I recently had the pleasure of speaking to Lorraine Dickey, M.D., the CEO of The Narrative Initiative. Her innovative training program is designed to help healthcare professionals remain resilient while optimizing communication between providers and patients through telling stories. After listening to what her company does, I thought this would be a transformative program to implement in the home care industry.

This isn’t a cure to home care’s workforce problems, but it functions as a tool to help you solve problems that are due to perception: What does “quality care” mean to you as a home care administrator versus a new caregiver that you just hired? Do you have that kind of alignment and common understanding?

Healthcare providers — especially physicians — are taught to listen for data and numbers. This is true in home care as well; the numbers we look at are revenue-driven rather than outcome-driven or satisfaction-driven. This shift is starting with the use of value-based care in home healthcare settings, but home care agencies have a long road ahead in terms of data collection. But what does the right “data” look like?

Right ‘data’ for gathering home care stories

When we visit the doctor in pain, their response is usually “On a scale of 1 to 10, how would you rate your pain?” With The Narrative Initiative programming, a caregiver would instead ask, “What does pain mean to you? And “how does it affect you?” Clients talk in terms of stories. They don’t go to the hospital simply because they’re in pain, they go to the hospital because they can’t complete their activities of daily living (ADLs). Unless you take the time to listen to what’s hurting and how it hurts, the care provided will not align with the client’s expectations.

This goes in line with home care inquiry calls. When a distressed adult daughter is calling for services for a parent, they may express frustration. Why aren’t we taking the time to unpack that frustration and understand the complete scope of their frustration? It’s not necessarily all related to the need to find care for their parent; it could be stress with a child, marital issues, financial issues and more. We need to take the time to learn what these words mean in someone else’s context, and not our own.

As I was listening to Dickey explain the process of active listening, picking out certain words, and extrapolating storytelling information — qualitative data — it brought up a story in my head from a previous client of mine. He explained to me that he lived in excruciating pain. I spoke to our office manager and we talked about bringing in a local hospice or home healthcare agency for a pain management program. When we brought this up to the client, I remember him clearly saying, “I need to live in pain. Without pain, I don’t want to exist.”

This client’s perception of pain differed from mine. We’ve all been trained to fix rather than to manage; this is one of the fundamental flaws of our sick care system. If we brought in hospice (or something like it) to manage this client’s pain, it may have fit the traditional definition of quality care, however, this client would’ve declined and suffered more than he did when he was in pain. If he was surveyed, he would’ve scored us poorly in that instance, because we would’ve ignored what he wanted.

Gold versus platinum

Dickey pointed out the important distinction between the golden rule and the platinum rule. The golden rule is simply to treat others the way you’d want to be treated. The platinum rule is to treat people the way they want to be treated. The Narrative Initiative’s mission isn’t solely centered around interactions with patients, it’s also designed to minimize workforce burnout and dissatisfaction through resilience.

They call it: write, read and reflect. When caregivers are in a room full of their peers, they’re surrounded by people who understand their struggles. While this programming does not serve as therapy, it contrastingly functions as a tool to manage complex problems. Caregivers would be given the opportunity to write about positive and negative interactions they’ve had, read their responses out loud, and receive actualization and validation from their peers. This isn’t a cure, rather, it’s an opportunity to share and feel heard. This requires active listening, not correction or hearing for numbers.

One point that Dickey made that I think many will reflect on is this: “What does comfort look like to you? This could mean being on-call less often for your office staff. As an agency owner, comfort to you might look like steady revenue growth. For your caregivers, this could mean making a wage that allows them to cover daycare costs without taking on a second job.

There is no silver bullet for caregiver recruitment and retention issues, but if you give your caregivers the tools to feel heard and listened to, as well as to listen and hear their clients, you’ll find yourself in a much better place in your home care business.

Jennifer Lagemann is a former family caregiver, as well as a former professional caregiver and administrator at home care agencies. She works as a writer and researcher, helping care providers to create patient- and family-friendly websites, articles and marketing literature.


I would like each line of the data that holds the word "points" copied out.

=== Section Start ===

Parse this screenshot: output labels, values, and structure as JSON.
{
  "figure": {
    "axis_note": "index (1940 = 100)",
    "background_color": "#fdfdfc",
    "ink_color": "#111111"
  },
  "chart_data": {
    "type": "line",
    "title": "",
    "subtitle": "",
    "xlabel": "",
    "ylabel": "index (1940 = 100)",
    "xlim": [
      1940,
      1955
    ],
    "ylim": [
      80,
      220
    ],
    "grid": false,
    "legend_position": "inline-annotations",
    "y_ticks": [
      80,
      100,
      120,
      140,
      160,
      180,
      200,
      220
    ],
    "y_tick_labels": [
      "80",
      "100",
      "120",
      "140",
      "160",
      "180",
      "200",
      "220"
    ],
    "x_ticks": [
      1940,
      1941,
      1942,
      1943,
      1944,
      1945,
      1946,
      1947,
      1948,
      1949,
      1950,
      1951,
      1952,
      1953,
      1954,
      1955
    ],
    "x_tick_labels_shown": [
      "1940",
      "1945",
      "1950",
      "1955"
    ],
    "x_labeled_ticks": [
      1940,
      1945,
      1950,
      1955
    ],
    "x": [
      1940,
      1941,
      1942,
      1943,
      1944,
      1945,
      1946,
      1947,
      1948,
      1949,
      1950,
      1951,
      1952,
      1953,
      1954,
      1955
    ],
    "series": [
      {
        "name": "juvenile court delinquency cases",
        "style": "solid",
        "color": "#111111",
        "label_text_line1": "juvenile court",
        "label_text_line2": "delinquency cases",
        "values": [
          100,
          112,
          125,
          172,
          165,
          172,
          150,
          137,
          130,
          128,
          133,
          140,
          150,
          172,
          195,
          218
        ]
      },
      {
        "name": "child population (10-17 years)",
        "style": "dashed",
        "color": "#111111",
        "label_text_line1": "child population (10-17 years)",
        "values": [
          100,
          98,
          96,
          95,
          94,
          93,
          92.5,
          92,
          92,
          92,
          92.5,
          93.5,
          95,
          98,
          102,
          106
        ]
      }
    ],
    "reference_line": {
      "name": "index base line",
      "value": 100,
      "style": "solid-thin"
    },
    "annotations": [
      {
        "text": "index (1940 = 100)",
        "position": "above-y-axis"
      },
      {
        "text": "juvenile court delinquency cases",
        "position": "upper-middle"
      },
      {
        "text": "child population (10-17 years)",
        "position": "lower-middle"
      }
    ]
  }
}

=== Section End ===
=== Section Start ===

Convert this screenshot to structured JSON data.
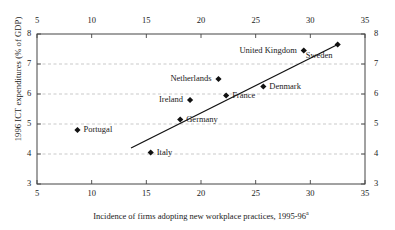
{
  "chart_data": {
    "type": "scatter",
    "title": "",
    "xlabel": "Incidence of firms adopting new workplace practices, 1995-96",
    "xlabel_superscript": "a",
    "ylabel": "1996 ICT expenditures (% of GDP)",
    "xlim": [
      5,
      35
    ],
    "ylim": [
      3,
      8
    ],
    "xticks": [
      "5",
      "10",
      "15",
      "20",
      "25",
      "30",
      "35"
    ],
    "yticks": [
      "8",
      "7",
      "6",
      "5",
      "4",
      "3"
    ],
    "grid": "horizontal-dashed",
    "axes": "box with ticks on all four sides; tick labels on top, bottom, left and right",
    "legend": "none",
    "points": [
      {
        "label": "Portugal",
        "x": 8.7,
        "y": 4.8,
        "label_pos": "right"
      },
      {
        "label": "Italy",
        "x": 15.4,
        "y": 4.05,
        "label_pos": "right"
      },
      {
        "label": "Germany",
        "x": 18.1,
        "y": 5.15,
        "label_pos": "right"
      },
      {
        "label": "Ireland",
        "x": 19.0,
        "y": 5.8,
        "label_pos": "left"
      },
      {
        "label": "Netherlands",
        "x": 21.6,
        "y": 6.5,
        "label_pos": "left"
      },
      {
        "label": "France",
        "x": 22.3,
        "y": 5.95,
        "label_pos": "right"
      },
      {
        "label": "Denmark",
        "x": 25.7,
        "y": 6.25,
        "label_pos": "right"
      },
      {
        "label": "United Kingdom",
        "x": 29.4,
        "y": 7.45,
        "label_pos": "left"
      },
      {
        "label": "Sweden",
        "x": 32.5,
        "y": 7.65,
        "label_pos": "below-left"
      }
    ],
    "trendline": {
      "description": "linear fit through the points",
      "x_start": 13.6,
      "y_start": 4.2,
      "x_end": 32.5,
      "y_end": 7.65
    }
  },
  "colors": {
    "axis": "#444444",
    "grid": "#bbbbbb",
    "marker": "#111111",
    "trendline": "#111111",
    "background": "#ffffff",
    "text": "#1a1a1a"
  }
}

=== Section End ===
=== Section Start ===

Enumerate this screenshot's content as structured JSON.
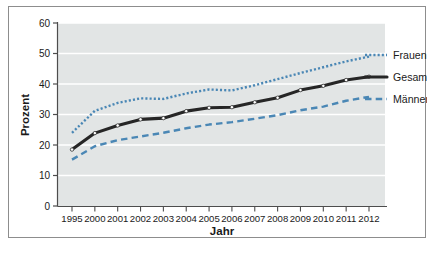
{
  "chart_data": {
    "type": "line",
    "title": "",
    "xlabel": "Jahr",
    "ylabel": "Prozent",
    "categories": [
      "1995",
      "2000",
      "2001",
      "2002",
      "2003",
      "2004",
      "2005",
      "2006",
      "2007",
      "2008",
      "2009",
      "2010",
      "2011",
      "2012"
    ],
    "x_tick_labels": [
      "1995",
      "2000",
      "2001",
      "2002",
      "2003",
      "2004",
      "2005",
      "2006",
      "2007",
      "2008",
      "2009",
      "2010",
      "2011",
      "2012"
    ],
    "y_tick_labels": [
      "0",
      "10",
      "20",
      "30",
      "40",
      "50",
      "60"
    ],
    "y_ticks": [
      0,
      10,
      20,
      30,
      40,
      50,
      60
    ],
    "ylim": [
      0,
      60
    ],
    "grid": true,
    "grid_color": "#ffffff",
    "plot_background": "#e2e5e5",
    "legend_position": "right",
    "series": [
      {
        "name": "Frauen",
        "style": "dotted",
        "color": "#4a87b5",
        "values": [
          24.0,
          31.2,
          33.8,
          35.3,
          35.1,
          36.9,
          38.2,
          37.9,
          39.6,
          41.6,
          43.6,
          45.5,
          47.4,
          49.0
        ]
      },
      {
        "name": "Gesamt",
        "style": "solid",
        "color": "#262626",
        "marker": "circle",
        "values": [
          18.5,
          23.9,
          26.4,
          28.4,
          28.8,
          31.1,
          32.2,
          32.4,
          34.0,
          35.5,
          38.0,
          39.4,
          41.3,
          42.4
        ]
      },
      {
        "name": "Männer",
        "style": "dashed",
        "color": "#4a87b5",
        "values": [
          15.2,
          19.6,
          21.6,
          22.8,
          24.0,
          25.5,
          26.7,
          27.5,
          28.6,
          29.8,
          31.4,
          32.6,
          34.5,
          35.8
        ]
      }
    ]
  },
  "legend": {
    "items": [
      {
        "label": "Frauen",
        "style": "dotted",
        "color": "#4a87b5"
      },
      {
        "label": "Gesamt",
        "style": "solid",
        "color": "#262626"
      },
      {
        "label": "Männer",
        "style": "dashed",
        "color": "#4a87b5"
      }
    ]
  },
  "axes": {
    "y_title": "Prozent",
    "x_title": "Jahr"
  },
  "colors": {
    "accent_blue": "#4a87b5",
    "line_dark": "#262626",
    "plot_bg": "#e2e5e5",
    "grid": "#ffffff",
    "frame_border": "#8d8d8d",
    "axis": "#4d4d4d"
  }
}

=== Section End ===

__Answer area__:
    "points": [
      "description": "linear fit through the points",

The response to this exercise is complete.